Sunday, December 5, 2010

River of Gold, white blood, life's treasure



"FDA-Industry collaboration at Stake in November?"
Concerns expressed in a published article dated April 2004 by the Medical device and diagnostic industry explain the FDA's new view on "collaboration."
"The agency's current attitude toward collaboration, Philips said, represents a significant shift in its approach to regulation. He contrasted this new posture to the agency's previous practice of maintaining what he called 'a certain distance from the industry it regulated.'
http://www.mddionline.com/print/889

Fascinating that we now believe that a regulatory government agency can now collaborate with industry as well as with non-profit and educational institutions. How is it that we believe a regulatory body can regulate while collaborating? Now let me see, the FDA collaborates with HMBANA milk banks. Does it collaborate with Prolacta? And if it doesn't, wouldn't Prolacta be angry that HMBANA has an "in" with the government but they don't? Does the FDA collaborate with the infant formula industry, too? Is the collaboration that HMBANA gets the same as the collaboration that the infant formula industry gets? And when the FDA helps write the guidelines for HMBANA, then it appears to me that HMBANA is no longer an independent non-profit organization but rather an off-shoot of the FDA. When we mix relationships up between the government and industry, educational institutions, and non-profits, what are we creating?? Will independent thought survive in this atmosphere? I noticed in the build-up to the invasion of Iraq, there became this political undertone among US LC's on Lactnet. It was the silencing of any comments on war and its effect on breastfeeding. It was the American flag plastered on websites. It was a level of craziness that I still do not understand. I like the American flag, I support democracy, democratic principles. Yet, I am troubled by a theme of "My country right or wrong." So if your country tells you to jump off the cliff, would you jump? When non-profits become entangled with the federal government, they entangle us all in the political atmosphere of government interests. Which is often not the interests of everyday people but the interests of people of power and wealth. When government and professions get enmeshed, then your politics determines your acceptability. Democracy? Freedom of thought? Freedom of Inquiry? Where goes science, the search for truth, when government and institutions and corporations melt into one massive bureaucracy? I am fascinated, like I am fascinated with watching a rattlesnake, or a hawk catch its prey.
One of the first patents I read some years ago, which led me down this insane road of reading human milk component patents is called "Anti-diarrheic product and method of treating rotavirus-associated infection," (#5505955) and "Anti-viral composition & kit and use for treating rotavirus infection and diarrhea." (#5667797). The inventors were Jerry A. Peterson, Robert H. Yolken and David S. Newburg and the patents are owned by Senmed Inc, Cancer Research of Contra Costa, and John Hopkins University School of Medicine. These patents state where they got their human milk--a HMBANA milk bank of Worcester Mass. That milk bank is no longer in existence. Interestingly, it was soon after I started questioning that milk bank and HMBANA that the milk bank folded. Not that I am saying there is a connection, just another strange coincidence. I asked for paperwork from that milkbank regarding how these researchers got HMBANA donor milk. I was told that there was no paperwork.
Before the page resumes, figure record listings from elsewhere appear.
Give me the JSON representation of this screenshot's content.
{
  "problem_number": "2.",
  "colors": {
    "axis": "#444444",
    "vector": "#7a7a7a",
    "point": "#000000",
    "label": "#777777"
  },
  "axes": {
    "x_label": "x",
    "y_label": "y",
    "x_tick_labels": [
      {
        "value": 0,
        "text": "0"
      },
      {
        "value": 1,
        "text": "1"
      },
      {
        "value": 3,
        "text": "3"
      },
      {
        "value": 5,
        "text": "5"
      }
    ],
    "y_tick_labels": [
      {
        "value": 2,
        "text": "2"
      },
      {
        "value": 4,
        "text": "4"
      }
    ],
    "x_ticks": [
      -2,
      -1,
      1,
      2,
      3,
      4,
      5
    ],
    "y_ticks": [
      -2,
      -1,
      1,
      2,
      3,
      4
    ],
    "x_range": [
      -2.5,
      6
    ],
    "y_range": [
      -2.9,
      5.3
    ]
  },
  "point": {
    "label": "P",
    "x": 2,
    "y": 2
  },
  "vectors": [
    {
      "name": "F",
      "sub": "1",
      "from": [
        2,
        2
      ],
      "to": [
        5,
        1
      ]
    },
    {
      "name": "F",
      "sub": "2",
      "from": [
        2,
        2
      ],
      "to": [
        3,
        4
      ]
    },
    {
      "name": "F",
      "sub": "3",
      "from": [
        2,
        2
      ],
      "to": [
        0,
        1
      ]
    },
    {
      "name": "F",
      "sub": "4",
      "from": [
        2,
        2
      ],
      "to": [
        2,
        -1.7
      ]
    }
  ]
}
from Patent #5505955 and 5667797

"Example 1: Source of Human Milk

Human milk was obtained from 30 healthy, lactating women donors to the Central Massachusetts Regional Milk Bank, Worcester, Mass. The donors were chosen to represent a wide range of maternal ages ranging from 20 to 37 years (average: 28.+-.4 years), parity: 9 primiparous, 13 secundiparous, 5 tertiparous, 3 quadriparous with a 0 to 14 months lactation period (average:6.0.+-.3.8 months postpartum). The milk was generally expressed in the morning by means of a mechanical pump, pooled and used to isolate the human milk components utilized below. "

Breastfeeding mothers are concerned about donating to Prolacta because they state that they may patent off the milk (actually they don't state "patenting," the donor waives her rights to any commercialization that may happen). What assurances does the donor have regarding HMBANA milk banks?